THE BAD PLACE
It is the end of September. I just now realized it is Thursday, not Friday.
I am in my office. I am in my bad place. My office is not a bad place; I bring my bad place with me, like a guilty photo ragged at the edges and stuffed unseen in my wallet. Everywhere I go.
My bad place is not tangible. It is not a room or a spot or an area. It’s a place in my head and I could feel it coming on this morning. It is a cross between a slow, oozing wound and a brittle snap. I could feel it coming. I didn’t know what to do. Now it’s here. Or maybe I’m there. Whichever. It doesn’t matter. The bad place is back.
As I sit here, literally and truly, with no exaggeration, I want to scream. I want to scream awful things. Horrible things. Wicked things. So the world will know how bad I am and why I should be killed.
I want to punch myself in the stomach. The thighs. The face. Like I have done so many times before.
I want to break everything in my house. Feel each bit of crockery shatter and send tremors up my legs that rattle my ribs together like windchimes.
The destruction feels good. The sound of shit breaking feels good. Punching myself feels good. Screaming awful screams feels good. This is the bad place. I don’t know why I am here or what to do about it.
Right now I am sitting and writing. I have to remind myself to breath because there is very little breathing in the bad place. I have not broken anything. I have not screamed. I have not hurt myself.
But one.
Little.
Thing.
Will do it. Will TRIGGER it.
Maybe it’s banging my pinky against a door frame. Maybe it’s misspelling a word in this article over and over and over and over and over and christ jesus fuck you in the face who the fuck ever let me near a keyboard you useless piece of shit die.
That’s all I can hear. That’s the echo of the bad place.
An hour ago I was doing “jazz hands” for children and their moms in a place that is nearly a second home. I teach children how to read! I should be proud of this. It should make me happy.
They don’t see the drive home. They don’t see the breaking and the screaming and the punching. They don’t see the visceral hate I see in the mirror. The face that says You must not just be destroyed, you must be torn apart.
This is the bad place.
What went wrong this time? What was today’s “trigger?”
There is no trigger. There is just this. This is its face. I listened to encouraging words on the way to my job. I tried to breathe on the way home. I put on a good show and got great feedback. I also got a rejection on a query letter, but that ain’t shit, that’s the business.
There is no trigger. There is just this. It just comes when it wants to.
My wife and children are healthy and safe. I have a home. My dog is loyal to a fault. My friends and family love me.
It’s never enough to stop the bad place.
There is no trigger. There is just this.
I should probably cry. That would probably help. But I don’t. I won’t. I won’t, I refuse, and I’ve been told this is bad for me. It is. I agree. So instead I come here, to the bad place, and try not to break, to scream, or to punch.
I don’t know what to do now. I don’t know how to come up for air.
There is just this. The visceral need to destroy and be destroyed.
All I can do . . . all I can ever do . . .
Is wait.
Wait just one more minute.
Wait one more minute.
Don’t give up for one more minute.
Don’t give in for one more minute.
Just stay safe for one more minute.
As of this moment—let me get a calculator—I have been here for more than 23,126,400 minutes. I just need to hang on for one more of those.
They start to add up, don’t they? A minute here, another minute there. One after another.
Pretty soon you have a life.
A life where not every minute must be spent counting the minutes, but one in which some are lost to the bad place, yes. I can’t have those minutes back. But there are so many other minutes…minutes with my wife. Minutes with my children. Minutes with my friends. Minutes with my art. Minutes for ice cream and coffee and pizza and walks around the park. My minutes. My good minutes. There are so many good minutes to be had, and so much potential in each one.
So yeah. The bad ones suck. But not every minute is bad and there’s only one way to find out: Stay here.
I am still here.
I am still safe.
I have made it one more minute.
Too many of us have not.
So today, I promise—I will wait just one more minute.
Now promise me: You will wait just one more minute. That’s not so much. Breathe with me. Even in the bad place, breathe. For one more minute.
23,126,401
23,126,402
23,126,403
One more minute.
About the campaign:
#HoldOnToTheLight is a blog campaign encompassing blog posts by genre authors around the world in an effort to raise awareness around treatment for depression, suicide prevention, domestic violence intervention, PTSD initiatives, bullying prevention and other mental health-related issues. We believe fandom should be supportive, welcoming and inclusive, in the long tradition of fandom taking care of its own. We encourage readers and fans to seek the help they or their loved ones need without shame or embarrassment.
Please consider donating to or volunteering for organizations dedicated to treatment and prevention such as: American Foundation for Suicide Prevention, Hope for the Warriors (PTSD), National Alliance on Mental Illness (NAMI), Canadian Mental Health Association, MIND (UK), SANE (UK), BeyondBlue (Australia), and the National Suicide Prevention Hotline.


What follows is a set of records; give them all back exactly.

______

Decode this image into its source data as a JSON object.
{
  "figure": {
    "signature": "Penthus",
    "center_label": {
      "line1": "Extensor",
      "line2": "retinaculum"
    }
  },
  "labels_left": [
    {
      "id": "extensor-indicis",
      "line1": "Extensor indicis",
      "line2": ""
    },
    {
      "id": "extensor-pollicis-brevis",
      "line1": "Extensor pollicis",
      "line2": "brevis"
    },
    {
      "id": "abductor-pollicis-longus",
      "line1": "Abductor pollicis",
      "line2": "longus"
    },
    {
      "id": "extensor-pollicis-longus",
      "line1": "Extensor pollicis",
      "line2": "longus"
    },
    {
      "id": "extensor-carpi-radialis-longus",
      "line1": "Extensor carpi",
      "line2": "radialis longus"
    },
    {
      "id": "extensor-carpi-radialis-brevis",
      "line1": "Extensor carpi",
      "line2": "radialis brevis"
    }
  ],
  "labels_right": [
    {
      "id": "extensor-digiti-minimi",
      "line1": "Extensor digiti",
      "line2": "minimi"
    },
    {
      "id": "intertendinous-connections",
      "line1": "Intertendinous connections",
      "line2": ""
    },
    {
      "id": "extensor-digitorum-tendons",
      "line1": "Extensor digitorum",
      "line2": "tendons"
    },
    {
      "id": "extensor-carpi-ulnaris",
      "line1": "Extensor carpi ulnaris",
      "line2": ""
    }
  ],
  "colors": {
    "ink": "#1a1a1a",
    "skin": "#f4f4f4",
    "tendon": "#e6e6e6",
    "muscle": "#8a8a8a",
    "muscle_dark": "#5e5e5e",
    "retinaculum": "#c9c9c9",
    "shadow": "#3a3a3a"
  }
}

______

RESULT OF THIS EXERCISE:
Decode this image into its source data as a JSON object.
{
  "figure": {
    "signature": "Penthus",
    "center_label": {
      "line1": "Extensor",
      "line2": "retinaculum"
    }
  },
  "labels_left": [
    {
      "id": "extensor-indicis",
      "line1": "Extensor indicis",
      "line2": ""
    },
    {
      "id": "extensor-pollicis-brevis",
      "line1": "Extensor pollicis",
      "line2": "brevis"
    },
    {
      "id": "abductor-pollicis-longus",
      "line1": "Abductor pollicis",
      "line2": "longus"
    },
    {
      "id": "extensor-pollicis-longus",
      "line1": "Extensor pollicis",
      "line2": "longus"
    },
    {
      "id": "extensor-carpi-radialis-longus",
      "line1": "Extensor carpi",
      "line2": "radialis longus"
    },
    {
      "id": "extensor-carpi-radialis-brevis",
      "line1": "Extensor carpi",
      "line2": "radialis brevis"
    }
  ],
  "labels_right": [
    {
      "id": "extensor-digiti-minimi",
      "line1": "Extensor digiti",
      "line2": "minimi"
    },
    {
      "id": "intertendinous-connections",
      "line1": "Intertendinous connections",
      "line2": ""
    },
    {
      "id": "extensor-digitorum-tendons",
      "line1": "Extensor digitorum",
      "line2": "tendons"
    },
    {
      "id": "extensor-carpi-ulnaris",
      "line1": "Extensor carpi ulnaris",
      "line2": ""
    }
  ],
  "colors": {
    "ink": "#1a1a1a",
    "skin": "#f4f4f4",
    "tendon": "#e6e6e6",
    "muscle": "#8a8a8a",
    "muscle_dark": "#5e5e5e",
    "retinaculum": "#c9c9c9",
    "shadow": "#3a3a3a"
  }
}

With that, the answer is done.